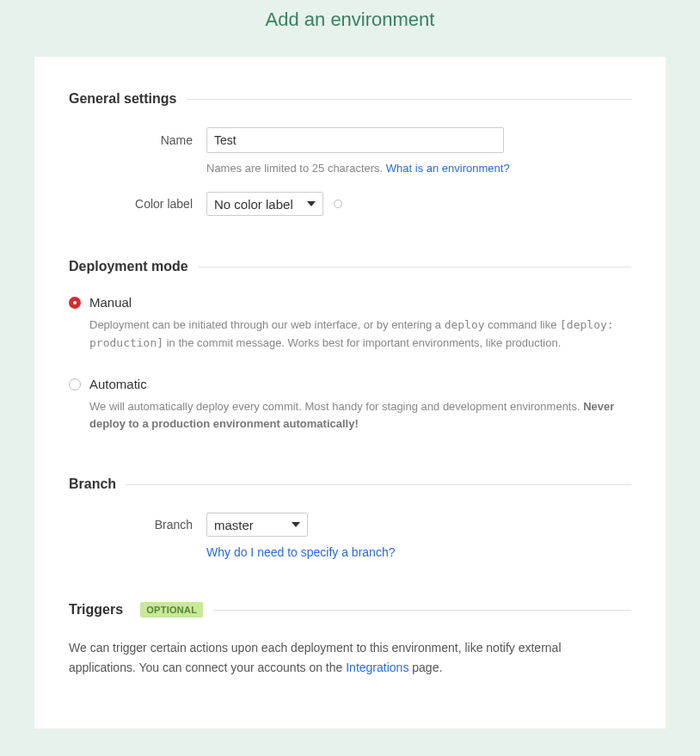 Image resolution: width=700 pixels, height=756 pixels. Describe the element at coordinates (350, 640) in the screenshot. I see `triggers-section: Triggers OPTIONAL We can trigger certain…` at that location.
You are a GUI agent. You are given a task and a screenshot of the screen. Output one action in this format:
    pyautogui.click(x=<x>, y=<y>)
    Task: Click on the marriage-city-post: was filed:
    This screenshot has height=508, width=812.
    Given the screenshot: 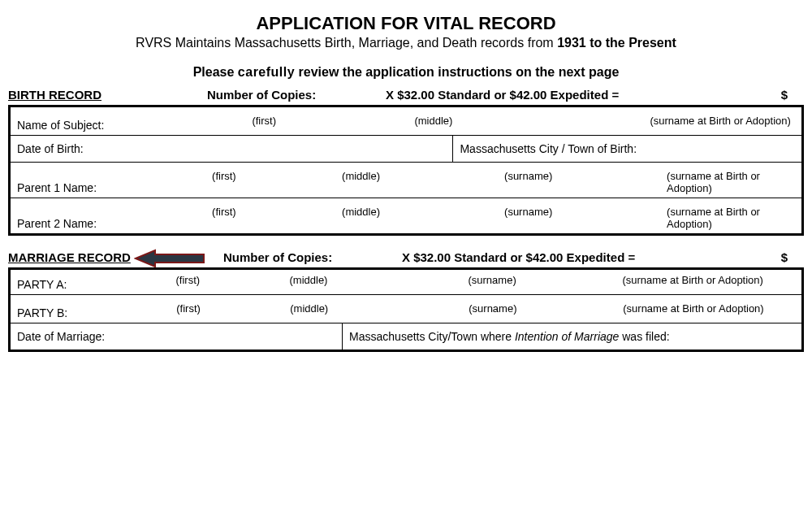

========

Assignment: What is needed is an exact copy of the lines from the one containing "You are a GUI" through the last line of the records, with every picture left out.

Exercise output:
You are a GUI agent. You are given a task and a screenshot of the screen. Output one action in this format:
    pyautogui.click(x=<x>, y=<y>)
    Task: Click on the marriage-city-post: was filed:
    This screenshot has height=508, width=812.
    Given the screenshot: 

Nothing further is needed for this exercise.